Project-Based Learning at HTH
These projects are examples of the work that is done at all of the High Tech High Schools. It is our record of what we have done and how to get there. Teachers can utilize this to display what they have done with their students, and get ideas from others teachers. Students can show their parents and friends the work that they have done, and the community can see how project based learning enables students to do and learn. Please enjoy the projects and videos.
Browse Projects
What small scale systems are related to larger scale systems? In language and culture? In science?
Students documented their own physics experiments in order to fight gravity using kites, balloons, and other flying objects of their own creation.
6th grade students set out to explore the questions surrounding disability, using video gaming as both a point of common interest and a real-world engineering and technological challenge.
In This American Life: An Immigration Project, students ask “What challenges have immigrants faced throughout history?”
In Ampersand: The Student Journal of School & Work, students came together after working at their internships to create a yearbook of their experiences, so they could be shared with their peers.

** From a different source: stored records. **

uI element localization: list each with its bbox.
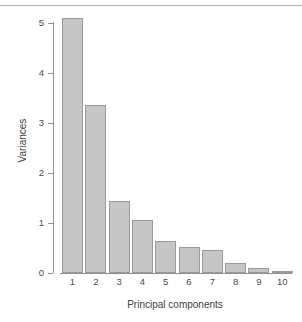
bar bbox=[62, 18, 83, 273]
x-axis-tick-label: 9 bbox=[247, 277, 271, 287]
x-axis-tick-label: 6 bbox=[177, 277, 201, 287]
x-axis-tick-label: 8 bbox=[224, 277, 248, 287]
y-axis-tick-mark bbox=[48, 223, 53, 224]
bar bbox=[179, 247, 200, 273]
x-axis-title: Principal components bbox=[0, 299, 302, 310]
x-axis-tick-label: 2 bbox=[84, 277, 108, 287]
bar bbox=[202, 250, 223, 273]
x-axis-tick-label: 10 bbox=[270, 277, 294, 287]
y-axis-tick-label: 1 bbox=[24, 218, 44, 227]
y-axis-tick-mark bbox=[48, 173, 53, 174]
x-axis-tick-label: 1 bbox=[61, 277, 85, 287]
y-axis-tick-mark bbox=[48, 123, 53, 124]
bar bbox=[155, 241, 176, 273]
bar bbox=[85, 105, 106, 273]
y-axis-line bbox=[53, 22, 54, 273]
y-axis-title: Variances bbox=[17, 81, 28, 201]
y-axis-tick-mark bbox=[48, 23, 53, 24]
plot-area: 012345 12345678910 Variances Principal c… bbox=[0, 0, 302, 322]
x-axis-tick-label: 5 bbox=[154, 277, 178, 287]
x-axis-tick-label: 3 bbox=[107, 277, 131, 287]
y-axis-tick-mark bbox=[48, 273, 53, 274]
y-axis-tick-label: 4 bbox=[24, 68, 44, 77]
bar bbox=[132, 220, 153, 273]
scree-plot-figure: 012345 12345678910 Variances Principal c… bbox=[0, 0, 302, 322]
x-axis-tick-label: 4 bbox=[130, 277, 154, 287]
x-axis-tick-label: 7 bbox=[200, 277, 224, 287]
bar bbox=[225, 263, 246, 273]
bar bbox=[272, 271, 293, 273]
y-axis-tick-label: 0 bbox=[24, 268, 44, 277]
bar bbox=[109, 201, 130, 273]
bar bbox=[248, 268, 269, 273]
y-axis-tick-label: 5 bbox=[24, 18, 44, 27]
x-axis-line bbox=[60, 273, 292, 274]
y-axis-tick-mark bbox=[48, 73, 53, 74]
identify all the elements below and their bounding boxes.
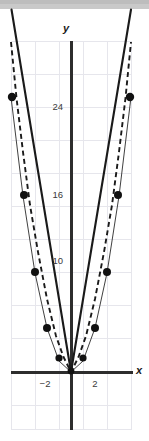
data-point [55,354,62,361]
data-point [20,191,28,199]
data-point [126,93,134,101]
data-point [68,368,75,375]
y-tick-label-16: 16 [33,189,63,200]
y-tick-label-24: 24 [33,101,63,112]
data-point [103,268,111,276]
x-tick-label-2: 2 [85,378,105,389]
x-axis-label: x [136,364,142,376]
graph-canvas [0,0,149,441]
data-point [91,324,99,332]
y-axis-label: y [63,22,69,34]
data-point [31,268,39,276]
data-point [114,191,122,199]
graph-figure: y x 24 16 10 −2 2 [0,0,149,441]
y-tick-label-10: 10 [33,255,63,266]
data-point [43,324,51,332]
data-point [79,354,86,361]
x-tick-label-minus2: −2 [35,378,55,389]
data-point [8,93,16,101]
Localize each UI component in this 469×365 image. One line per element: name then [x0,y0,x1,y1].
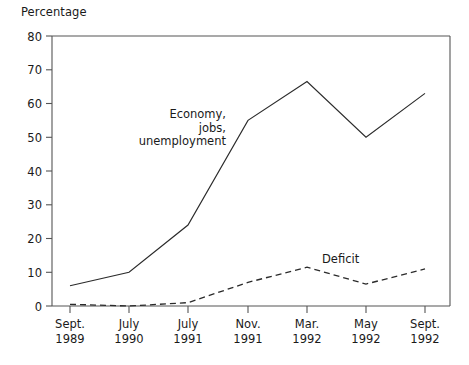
x-tick-marks [70,306,425,313]
y-tick-label-10: 10 [27,266,42,280]
y-tick-label-0: 0 [35,300,42,314]
deficit-annotation: Deficit [322,253,359,267]
x-tick-label-1-month: July [118,317,140,331]
x-tick-label-3-year: 1991 [233,332,262,346]
x-tick-label-0-month: Sept. [55,317,85,331]
x-tick-label-4-year: 1992 [292,332,321,346]
x-tick-label-3-month: Nov. [235,317,260,331]
y-tick-label-40: 40 [27,165,42,179]
chart-plot-area: 80 70 60 50 40 30 20 10 0 Sept. 1989 Jul… [0,0,469,365]
economy-annotation: Economy, jobs, unemployment [96,108,226,149]
y-tick-label-50: 50 [27,131,42,145]
economy-annotation-line-2: jobs, [96,122,226,136]
x-tick-label-1-year: 1990 [114,332,143,346]
x-tick-label-6-year: 1992 [410,332,439,346]
x-tick-label-4-month: Mar. [295,317,319,331]
y-tick-marks [46,36,52,306]
x-tick-label-5-month: May [354,317,378,331]
y-tick-label-60: 60 [27,97,42,111]
y-tick-label-70: 70 [27,63,42,77]
y-tick-label-80: 80 [27,30,42,44]
y-tick-label-30: 30 [27,198,42,212]
x-tick-label-5-year: 1992 [351,332,380,346]
x-tick-label-2-month: July [177,317,199,331]
chart-figure: Percentage 80 70 60 50 40 [0,0,469,365]
plot-frame [52,36,450,306]
y-tick-labels: 80 70 60 50 40 30 20 10 0 [27,30,42,314]
y-tick-label-20: 20 [27,232,42,246]
economy-annotation-line-1: Economy, [96,108,226,122]
x-tick-label-0-year: 1989 [55,332,84,346]
economy-annotation-line-3: unemployment [96,135,226,149]
x-tick-labels: Sept. 1989 July 1990 July 1991 Nov. 1991… [55,317,440,346]
x-tick-label-6-month: Sept. [410,317,440,331]
x-tick-label-2-year: 1991 [173,332,202,346]
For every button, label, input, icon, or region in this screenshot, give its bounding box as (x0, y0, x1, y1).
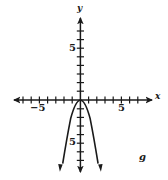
y-tick-label-negative-5: 5 (69, 137, 76, 147)
x-tick-label-negative-5: −5 (30, 103, 45, 113)
curve-label-g: g (139, 152, 146, 162)
graph-figure: y x −5 5 5 5 g (0, 0, 168, 180)
y-axis (77, 18, 84, 172)
x-axis-label: x (155, 92, 160, 101)
y-tick-label-positive-5: 5 (69, 43, 76, 53)
y-axis-label: y (77, 4, 82, 13)
x-tick-label-positive-5: 5 (118, 103, 125, 113)
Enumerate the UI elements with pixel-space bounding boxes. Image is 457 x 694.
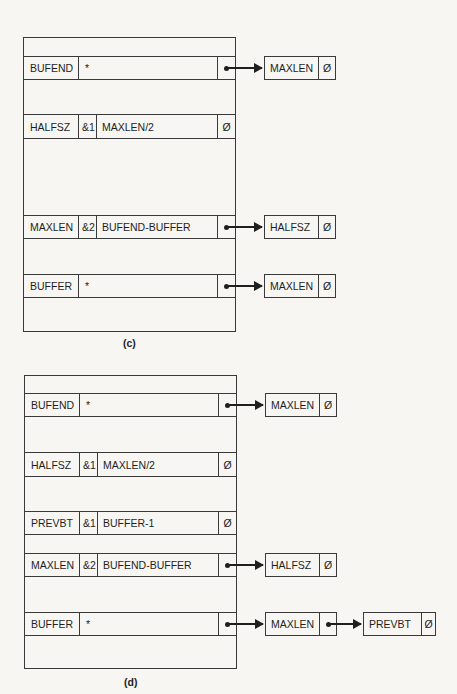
symbol-value: * (79, 57, 218, 79)
null-cell: Ø (320, 554, 336, 576)
symbol-index: &1 (80, 453, 98, 476)
arrow-icon (228, 285, 262, 287)
symbol-table-c: BUFEND * HALFSZ &1 MAXLEN/2 Ø MAXLEN &2 … (23, 37, 236, 332)
ref-name: HALFSZ (265, 216, 319, 238)
symbol-index: &1 (79, 115, 97, 138)
symbol-name: BUFFER (24, 275, 79, 297)
ref-name: MAXLEN (266, 394, 320, 416)
table-row-halfsz: HALFSZ &1 MAXLEN/2 Ø (25, 452, 236, 477)
arrow-icon (329, 623, 361, 625)
symbol-value: BUFEND-BUFFER (97, 216, 218, 238)
symbol-value: MAXLEN/2 (97, 115, 218, 138)
symbol-index: &2 (80, 554, 98, 576)
symbol-index: &2 (79, 216, 97, 238)
symbol-index: &1 (80, 512, 98, 534)
symbol-name: MAXLEN (25, 554, 80, 576)
table-row-maxlen: MAXLEN &2 BUFEND-BUFFER (25, 553, 236, 577)
ref-name: MAXLEN (266, 613, 320, 635)
null-cell: Ø (319, 216, 335, 238)
arrow-icon (229, 623, 263, 625)
symbol-value: * (80, 394, 219, 416)
table-row-halfsz: HALFSZ &1 MAXLEN/2 Ø (24, 114, 235, 139)
null-cell: Ø (422, 613, 435, 635)
table-row-prevbt: PREVBT &1 BUFFER-1 Ø (25, 511, 236, 535)
symbol-name: BUFFER (25, 613, 80, 635)
symbol-value: BUFEND-BUFFER (98, 554, 219, 576)
arrow-icon (228, 67, 262, 69)
table-row-maxlen: MAXLEN &2 BUFEND-BUFFER (24, 215, 235, 239)
ref-node: MAXLEN Ø (264, 56, 336, 80)
ref-name: MAXLEN (265, 57, 319, 79)
table-row-buffer: BUFFER * (24, 274, 235, 298)
null-cell: Ø (319, 275, 335, 297)
null-cell: Ø (219, 512, 236, 534)
symbol-name: MAXLEN (24, 216, 79, 238)
ref-name: PREVBT (364, 613, 422, 635)
ref-node: MAXLEN Ø (265, 393, 337, 417)
ref-name: MAXLEN (265, 275, 319, 297)
symbol-value: MAXLEN/2 (98, 453, 219, 476)
symbol-name: BUFEND (24, 57, 79, 79)
symbol-name: BUFEND (25, 394, 80, 416)
ref-node: MAXLEN Ø (264, 274, 336, 298)
ref-node: PREVBT Ø (363, 612, 436, 636)
symbol-value: * (79, 275, 218, 297)
symbol-table-d: BUFEND * HALFSZ &1 MAXLEN/2 Ø PREVBT &1 … (24, 375, 237, 669)
table-row-bufend: BUFEND * (24, 56, 235, 80)
arrow-icon (229, 404, 263, 406)
symbol-name: PREVBT (25, 512, 80, 534)
table-row-bufend: BUFEND * (25, 393, 236, 417)
ref-node: HALFSZ Ø (265, 553, 337, 577)
table-row-buffer: BUFFER * (25, 612, 236, 636)
symbol-value: * (80, 613, 219, 635)
caption-d: (d) (124, 676, 137, 688)
null-cell: Ø (218, 115, 235, 138)
null-cell: Ø (319, 57, 335, 79)
null-cell: Ø (320, 394, 336, 416)
symbol-value: BUFFER-1 (98, 512, 219, 534)
ref-node: HALFSZ Ø (264, 215, 336, 239)
symbol-name: HALFSZ (24, 115, 79, 138)
arrow-icon (228, 226, 262, 228)
null-cell: Ø (219, 453, 236, 476)
symbol-name: HALFSZ (25, 453, 80, 476)
ref-name: HALFSZ (266, 554, 320, 576)
caption-c: (c) (123, 337, 136, 349)
ref-node: MAXLEN (265, 612, 337, 636)
arrow-icon (229, 564, 263, 566)
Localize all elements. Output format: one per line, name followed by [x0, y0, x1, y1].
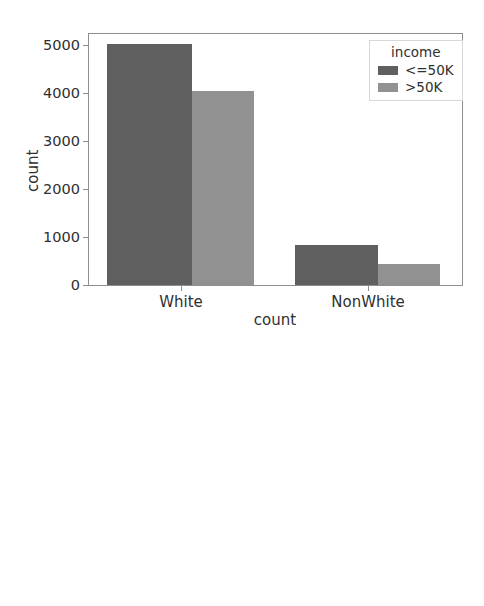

Students ran and organized a Kickstarter campaign to write and film a documentary that covered the topic of gun violence and its effects in the United States.
Browse Projects
Students created an illustrated book that accessibly explained different economic concepts.
Students planted positive seeds of school culture, both literally in the garden and figuratively in the hallways of our new shared school building.
Fourth grade teachers designed a project for students to look at history through the lens of sports and to explore how sports build and shape communities.
Students created owl boxes for predatory birds to live in near a new building on the HTHCV campus, to learn about the local environment and help deal with the school’s rodent problem.
Does My Vote Matter introduces students to the wide array of voting systems that exist and to various measures of fairness in those systems.
Twelfth grade Environmental Science students discovered that growing food is not as easy as it first may seem.
Teachers devised a project to stimulate students to think critically about their communities. They created conceptual maps of the city to communicate a message they cared about.
What is impacting the environment in San Diego and why is it occurring?